This thread & the topic are great. But “labels” or identities only point you to the top of a bell curve. They can tell you as much about sexuality as “100” tells you about the average IQ.
I think the reason sexualities are complex is because brains are complex villages of systems interacting with each other on many different levels. I flirt with other gay guys I have no intention of sleeping with (to revert to the thread's original topic) just for the hell of it, even if we have no sexual chemistry, maybe just to say I like them, or stroke their egos. I flirt with straight guys to annoy and flatter them. Straight & gay guys flirt with me for the same reason, and I'm clear about what they are. I don’t flirt with weak people, male or female, since they might misunderstand. Sex is communicative behavior. You can communicate both who you are and who you are not in sex.
I think all the comments made earlier about labels can be tested if you think about your name (as label) and your identity. Your identity is the peak of a bell curve that outlines the reality of your behaviors, history, potential, etc.. There is a fairly large "population" under the tent the bell curve makes, with extremes to the right and left.
People may point to extreme outliers in me and cite them as proof that my overall identity, at the top of the curve, is false. That’s nuts. In fact, I’m the only one who knows the full range and extent of what lies under the curve--not just the range of what I’ve done, what I could do, and what it means--but of who I want to be and where I'm headed.
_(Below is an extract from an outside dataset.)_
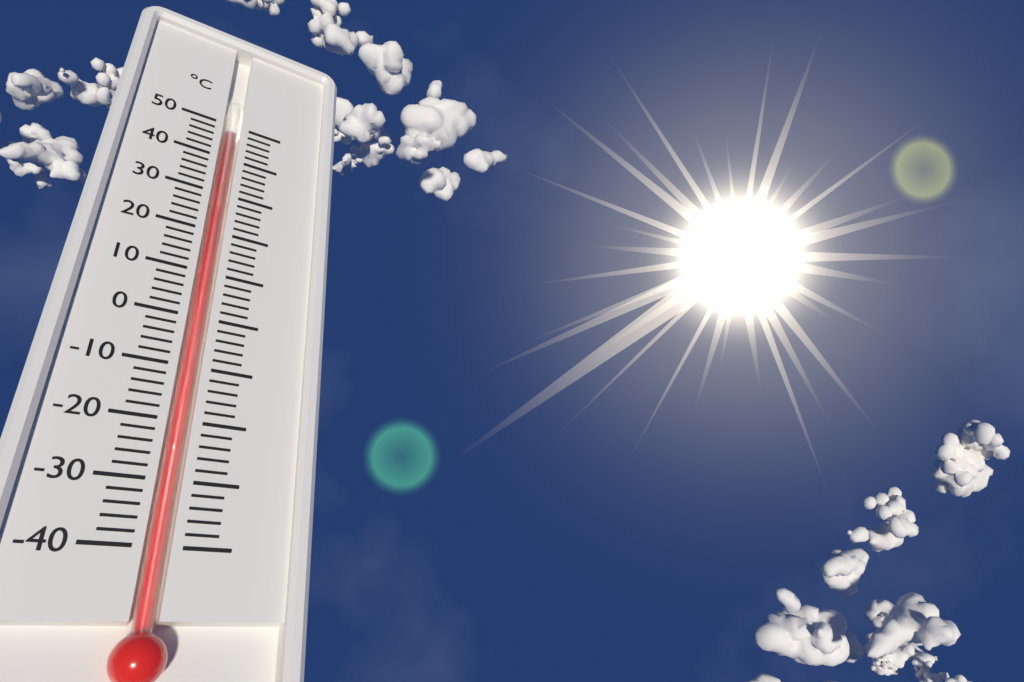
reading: 48 °C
Others might get it right or wrong. I can make it easier for them by being more transparent about myself, and more difficult by being more opaque.
This is what makes the topic difficult I think, and interesting. The bottom line is that when we identify ourselves, that identity might not be in sync with the way others identify us.
I think the bottom line in sexuality is who we want to bond with, and how. We can’t use outliers or random events to prove or disprove anything. A single event can be at the margins, or in the very center and near the top of our identities, just like a single person is in a population distribution can be at the extreme margins or the very center. We typically do not identify ourselves on the basis of one extreme or random event, no matter how much others might want to use that to their own advantage, and to our disadvantage.